Appetizers
May 10, 2006
Hollow Protest

In a rant at Slate, columnist Mike Steinberger reminds me of the guy in school who won’t acknowledge that the prettiest girl on campus is even cute. She’s too shallow and too skinny, he gripes, trying to hide his real fear – that he’s mad about her but has to hold his passion in check because she isn’t from the nobility in which he is expected to marry.

He’s writing of sauvignon blanc, dismissing the grape as a “dud, producing chirpy little wines wholly devoid of complexity and depth.”

Some of what he says has merit. Sauvignon blanc isn’t likely to be the most glamorous and entangling companion on the table, but it’s risen sharply in esteem and authority over the past couple of decades under the tutelage of vintners who patiently have coaxed out its inner beauty and spirit.

One measure of how much more alluring sauvignon blanc is today than it was 20 years ago is that at that time I wrote a column similar in tone to Steinberger’s, dissing sauvignon blanc as confusing and insipid.

I doubt I went about it with the kind of jocularity and fire Steinberger uses in dismissing sauvignon blanc: “Spare me that old chestnut about versatility: It is hardly surprising, given their acute lack of personality, that these smily face wines can accommodate themselves to just about any dish. Water can, too,” he vents. That’s good, really good.

But I think he protests a bit too much, a sure sign he’s being tempted by the flirtatious little tart that is sauvignon blanc, often so athletic, assertive and racy that Steinberger only can blush and sweat when he meets one that truly has something to say, and isn’t shy about speaking up. Who can’t like a wine whose descriptors often run to freshly mown hay, rapier acidity, gooseberry, gunflint, grapefruit, cat pee, spice and lime?

No character? No verve? No brio? That’s not the kind of sauvignon blanc I’ve been drinking in recent years. I’m tempted to round up a bunch of them and ship off a case to Steinberger, who I suspect hasn’t set aside his fondness for powerful and pricey chardonnays long enough to really explore sauvignon blanc.

There are scores of producers doing exciting things with sauvignon blanc these days, including Robert Pecota, Geyser Peak, St. Supery, Kenwood, Kunde and Bogle, all from California, as well as New Zealanders like Lawson’s Dry Hills, Kim Crawford, Kathy Lynskey, Lake Chalice, Saint Clair, Stoneleigh and Nobilo, among others. And don’t overlook sauvignon blancs from other New World wine regions, such as Chile’s Veramonte.

At the Riverside International Wine Competition a few weeks ago, our panel tasted 24 sauvignon blancs from the 2004 vintage and gave four of them gold medals: Concannon Vineyard 2004 Central Coast Selected Vineyard Sauvignon Blanc ($10), Concannon Vineyard 2004 Monterey County Reserve Sauvignon Blanc ($18), Rancho Zabaco 2004 California Dancing Bull Sauvignon Blanc ($10) and Miramonte Winery 2004 Temecula Private Reserve Sauvingon Blanc ($22). They were varied, vibrant, refreshing and, yes, perfectly at home at the summer table.

Maybe next year the competition’s organizers will invite Steinberger to judge, seating him, of course, on the sauvignon blanc panel. He could come away a changed man, finally professing publicly his love for sauvignon blanc.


**WHAT TO PRODUCE**
Lines with the word "애플리케이션" in them are the ones to copy from the records.

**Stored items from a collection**
Segment Open
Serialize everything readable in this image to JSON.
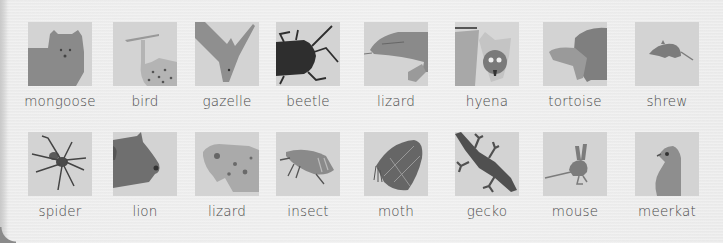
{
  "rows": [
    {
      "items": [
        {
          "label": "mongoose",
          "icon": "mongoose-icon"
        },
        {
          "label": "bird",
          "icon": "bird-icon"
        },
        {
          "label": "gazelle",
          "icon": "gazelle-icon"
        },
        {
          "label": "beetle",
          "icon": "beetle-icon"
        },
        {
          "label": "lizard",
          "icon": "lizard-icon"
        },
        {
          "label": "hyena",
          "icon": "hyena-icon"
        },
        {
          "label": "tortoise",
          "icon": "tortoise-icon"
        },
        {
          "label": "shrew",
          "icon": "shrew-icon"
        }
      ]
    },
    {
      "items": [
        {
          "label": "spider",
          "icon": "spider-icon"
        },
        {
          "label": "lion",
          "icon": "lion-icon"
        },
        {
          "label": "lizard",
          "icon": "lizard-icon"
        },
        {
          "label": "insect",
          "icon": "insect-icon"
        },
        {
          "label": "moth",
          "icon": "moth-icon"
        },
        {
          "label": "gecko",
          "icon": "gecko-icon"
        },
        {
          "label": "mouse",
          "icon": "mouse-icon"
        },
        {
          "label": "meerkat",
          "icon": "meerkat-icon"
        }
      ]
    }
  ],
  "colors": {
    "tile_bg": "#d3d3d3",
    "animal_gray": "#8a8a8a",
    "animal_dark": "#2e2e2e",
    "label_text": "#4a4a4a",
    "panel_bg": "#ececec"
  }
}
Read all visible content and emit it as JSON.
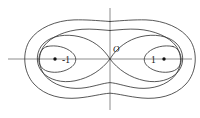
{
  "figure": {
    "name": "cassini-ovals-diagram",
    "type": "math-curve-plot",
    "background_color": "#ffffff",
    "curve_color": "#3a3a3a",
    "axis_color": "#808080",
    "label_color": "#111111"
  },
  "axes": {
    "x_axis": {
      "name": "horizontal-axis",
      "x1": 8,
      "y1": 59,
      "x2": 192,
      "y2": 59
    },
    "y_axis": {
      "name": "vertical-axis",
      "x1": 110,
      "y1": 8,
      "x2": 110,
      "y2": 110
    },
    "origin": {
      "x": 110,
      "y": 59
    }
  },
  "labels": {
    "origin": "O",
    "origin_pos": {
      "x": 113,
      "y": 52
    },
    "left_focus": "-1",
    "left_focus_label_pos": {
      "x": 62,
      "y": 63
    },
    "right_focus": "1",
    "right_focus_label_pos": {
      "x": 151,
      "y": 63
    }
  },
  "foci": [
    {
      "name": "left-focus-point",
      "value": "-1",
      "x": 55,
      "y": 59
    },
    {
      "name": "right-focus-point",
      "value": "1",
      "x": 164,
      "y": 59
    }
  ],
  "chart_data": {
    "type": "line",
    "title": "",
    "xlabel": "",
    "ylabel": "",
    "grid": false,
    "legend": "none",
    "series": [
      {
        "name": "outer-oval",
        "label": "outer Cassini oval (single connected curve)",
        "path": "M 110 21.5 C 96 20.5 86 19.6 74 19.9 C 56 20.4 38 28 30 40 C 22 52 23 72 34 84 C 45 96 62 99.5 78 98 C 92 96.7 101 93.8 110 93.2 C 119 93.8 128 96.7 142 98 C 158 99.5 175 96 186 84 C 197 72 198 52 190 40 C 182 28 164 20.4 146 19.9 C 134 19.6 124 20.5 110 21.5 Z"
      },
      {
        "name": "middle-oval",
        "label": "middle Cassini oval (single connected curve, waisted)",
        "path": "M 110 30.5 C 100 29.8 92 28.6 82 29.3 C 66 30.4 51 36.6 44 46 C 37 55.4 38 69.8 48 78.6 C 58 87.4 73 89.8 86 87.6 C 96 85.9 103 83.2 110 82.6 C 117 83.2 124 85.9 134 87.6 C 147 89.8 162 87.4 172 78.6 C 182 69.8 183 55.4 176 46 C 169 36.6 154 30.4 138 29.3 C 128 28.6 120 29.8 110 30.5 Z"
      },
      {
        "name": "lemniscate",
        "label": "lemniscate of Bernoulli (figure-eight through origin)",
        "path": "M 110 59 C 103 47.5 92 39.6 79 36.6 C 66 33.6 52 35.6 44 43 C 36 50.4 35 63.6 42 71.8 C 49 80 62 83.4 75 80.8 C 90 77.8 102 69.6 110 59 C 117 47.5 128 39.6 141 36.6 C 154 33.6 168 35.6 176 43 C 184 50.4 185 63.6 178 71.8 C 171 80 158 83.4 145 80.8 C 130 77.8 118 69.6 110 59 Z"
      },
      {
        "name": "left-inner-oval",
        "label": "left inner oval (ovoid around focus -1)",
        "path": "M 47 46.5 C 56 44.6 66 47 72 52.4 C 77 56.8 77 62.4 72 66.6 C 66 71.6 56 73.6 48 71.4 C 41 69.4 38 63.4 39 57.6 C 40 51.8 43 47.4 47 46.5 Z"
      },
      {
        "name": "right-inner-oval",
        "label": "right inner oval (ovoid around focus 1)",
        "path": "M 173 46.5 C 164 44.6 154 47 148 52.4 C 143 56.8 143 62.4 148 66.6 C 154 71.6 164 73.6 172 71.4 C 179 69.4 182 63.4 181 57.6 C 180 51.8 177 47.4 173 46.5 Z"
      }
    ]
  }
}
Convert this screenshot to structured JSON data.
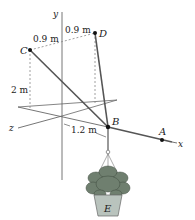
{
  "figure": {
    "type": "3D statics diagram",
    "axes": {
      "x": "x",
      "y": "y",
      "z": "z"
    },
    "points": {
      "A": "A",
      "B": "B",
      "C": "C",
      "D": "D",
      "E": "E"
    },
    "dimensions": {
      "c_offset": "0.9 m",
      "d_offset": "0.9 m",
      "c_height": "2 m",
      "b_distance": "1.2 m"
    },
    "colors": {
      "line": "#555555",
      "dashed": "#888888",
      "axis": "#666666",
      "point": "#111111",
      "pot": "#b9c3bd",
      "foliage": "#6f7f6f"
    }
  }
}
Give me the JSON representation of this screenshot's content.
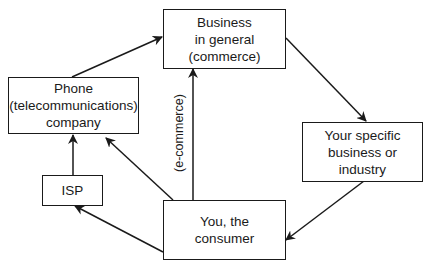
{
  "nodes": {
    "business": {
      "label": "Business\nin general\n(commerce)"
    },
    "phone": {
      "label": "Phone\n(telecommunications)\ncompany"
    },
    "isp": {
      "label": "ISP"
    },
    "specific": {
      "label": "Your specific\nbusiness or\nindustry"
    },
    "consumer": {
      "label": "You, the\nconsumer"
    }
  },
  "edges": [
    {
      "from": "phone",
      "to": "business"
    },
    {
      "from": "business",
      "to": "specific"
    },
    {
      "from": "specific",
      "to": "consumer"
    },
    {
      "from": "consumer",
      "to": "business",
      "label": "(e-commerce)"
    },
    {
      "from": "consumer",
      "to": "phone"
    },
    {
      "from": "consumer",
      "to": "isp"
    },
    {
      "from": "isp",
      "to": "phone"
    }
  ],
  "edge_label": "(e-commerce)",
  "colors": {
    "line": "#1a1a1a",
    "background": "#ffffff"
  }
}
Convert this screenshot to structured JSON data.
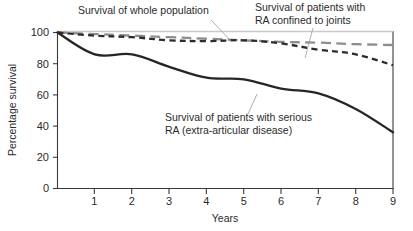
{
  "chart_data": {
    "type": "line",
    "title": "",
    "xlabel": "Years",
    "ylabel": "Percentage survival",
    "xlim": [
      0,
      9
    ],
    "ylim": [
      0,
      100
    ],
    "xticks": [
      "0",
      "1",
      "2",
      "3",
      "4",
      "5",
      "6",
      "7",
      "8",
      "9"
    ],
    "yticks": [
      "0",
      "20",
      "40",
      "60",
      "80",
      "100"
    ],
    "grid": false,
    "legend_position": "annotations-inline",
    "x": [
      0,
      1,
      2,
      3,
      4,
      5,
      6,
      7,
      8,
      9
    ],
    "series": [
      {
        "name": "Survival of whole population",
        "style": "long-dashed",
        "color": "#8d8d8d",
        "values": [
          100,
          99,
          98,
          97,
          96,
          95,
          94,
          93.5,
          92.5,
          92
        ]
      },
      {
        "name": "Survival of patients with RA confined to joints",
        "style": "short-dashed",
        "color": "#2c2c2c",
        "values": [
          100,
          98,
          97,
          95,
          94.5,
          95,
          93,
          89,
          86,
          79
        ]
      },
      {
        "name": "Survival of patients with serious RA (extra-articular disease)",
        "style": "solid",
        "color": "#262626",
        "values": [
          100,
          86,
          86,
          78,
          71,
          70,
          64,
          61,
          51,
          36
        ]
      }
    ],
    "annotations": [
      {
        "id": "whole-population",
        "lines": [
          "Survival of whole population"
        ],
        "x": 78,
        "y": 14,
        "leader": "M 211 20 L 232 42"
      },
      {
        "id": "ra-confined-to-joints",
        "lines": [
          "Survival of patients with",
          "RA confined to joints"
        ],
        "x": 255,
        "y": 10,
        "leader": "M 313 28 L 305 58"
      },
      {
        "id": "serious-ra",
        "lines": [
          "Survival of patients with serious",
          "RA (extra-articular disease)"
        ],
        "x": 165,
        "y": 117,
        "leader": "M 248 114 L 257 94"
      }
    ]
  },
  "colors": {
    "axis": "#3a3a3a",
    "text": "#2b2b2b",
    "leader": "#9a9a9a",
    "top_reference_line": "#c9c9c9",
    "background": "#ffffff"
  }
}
Segment Closed
Segment Open
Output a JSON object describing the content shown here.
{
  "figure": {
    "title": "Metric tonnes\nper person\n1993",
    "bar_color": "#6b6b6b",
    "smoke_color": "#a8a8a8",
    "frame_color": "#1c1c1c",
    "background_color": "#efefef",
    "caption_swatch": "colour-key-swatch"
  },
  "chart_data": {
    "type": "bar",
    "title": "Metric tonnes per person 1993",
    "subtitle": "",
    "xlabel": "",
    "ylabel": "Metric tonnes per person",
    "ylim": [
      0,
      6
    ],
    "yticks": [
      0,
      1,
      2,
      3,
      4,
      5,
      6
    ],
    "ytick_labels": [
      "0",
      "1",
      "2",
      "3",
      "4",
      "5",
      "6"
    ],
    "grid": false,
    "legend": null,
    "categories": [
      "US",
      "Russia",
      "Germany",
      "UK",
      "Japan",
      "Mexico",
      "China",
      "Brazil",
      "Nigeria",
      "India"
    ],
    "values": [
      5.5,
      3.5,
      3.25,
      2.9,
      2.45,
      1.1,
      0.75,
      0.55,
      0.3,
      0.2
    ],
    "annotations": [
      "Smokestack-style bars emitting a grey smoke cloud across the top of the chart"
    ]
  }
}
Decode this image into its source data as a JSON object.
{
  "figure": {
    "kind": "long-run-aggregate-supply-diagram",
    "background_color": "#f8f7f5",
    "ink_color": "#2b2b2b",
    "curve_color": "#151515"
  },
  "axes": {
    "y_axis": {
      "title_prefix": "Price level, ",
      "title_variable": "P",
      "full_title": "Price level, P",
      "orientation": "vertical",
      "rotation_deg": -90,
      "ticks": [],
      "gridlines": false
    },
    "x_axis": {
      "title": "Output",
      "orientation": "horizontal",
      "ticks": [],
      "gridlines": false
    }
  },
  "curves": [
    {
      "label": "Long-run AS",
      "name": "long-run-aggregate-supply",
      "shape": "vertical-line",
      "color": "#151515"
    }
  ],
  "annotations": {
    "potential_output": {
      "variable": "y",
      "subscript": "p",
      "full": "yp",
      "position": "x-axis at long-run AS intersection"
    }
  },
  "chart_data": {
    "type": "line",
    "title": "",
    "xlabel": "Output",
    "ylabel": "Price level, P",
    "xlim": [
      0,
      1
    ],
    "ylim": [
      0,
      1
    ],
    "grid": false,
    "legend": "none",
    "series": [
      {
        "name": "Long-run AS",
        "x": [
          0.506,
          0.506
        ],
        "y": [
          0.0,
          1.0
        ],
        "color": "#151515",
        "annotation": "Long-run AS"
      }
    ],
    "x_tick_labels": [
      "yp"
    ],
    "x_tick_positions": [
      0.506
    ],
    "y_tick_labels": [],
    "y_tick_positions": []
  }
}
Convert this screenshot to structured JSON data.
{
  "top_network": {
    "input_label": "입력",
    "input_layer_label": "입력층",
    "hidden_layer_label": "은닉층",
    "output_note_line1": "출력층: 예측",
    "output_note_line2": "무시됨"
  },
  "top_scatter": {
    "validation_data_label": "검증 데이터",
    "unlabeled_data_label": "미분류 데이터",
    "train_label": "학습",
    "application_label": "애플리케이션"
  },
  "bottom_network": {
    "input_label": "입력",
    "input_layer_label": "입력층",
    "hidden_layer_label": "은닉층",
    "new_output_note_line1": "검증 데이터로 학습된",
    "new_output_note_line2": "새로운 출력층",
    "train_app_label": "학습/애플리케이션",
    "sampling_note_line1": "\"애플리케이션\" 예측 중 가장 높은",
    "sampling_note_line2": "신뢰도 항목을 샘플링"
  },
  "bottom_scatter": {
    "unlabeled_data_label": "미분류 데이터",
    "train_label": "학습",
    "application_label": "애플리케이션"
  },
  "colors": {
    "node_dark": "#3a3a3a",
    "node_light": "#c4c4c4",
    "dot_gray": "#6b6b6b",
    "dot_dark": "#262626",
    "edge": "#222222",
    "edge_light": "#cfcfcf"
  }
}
Segment Closed
**WRITTEN RESPONSE**
    "application_label": "애플리케이션"
    "train_app_label": "학습/애플리케이션",
    "sampling_note_line1": "\"애플리케이션\" 예측 중 가장 높은",
    "application_label": "애플리케이션"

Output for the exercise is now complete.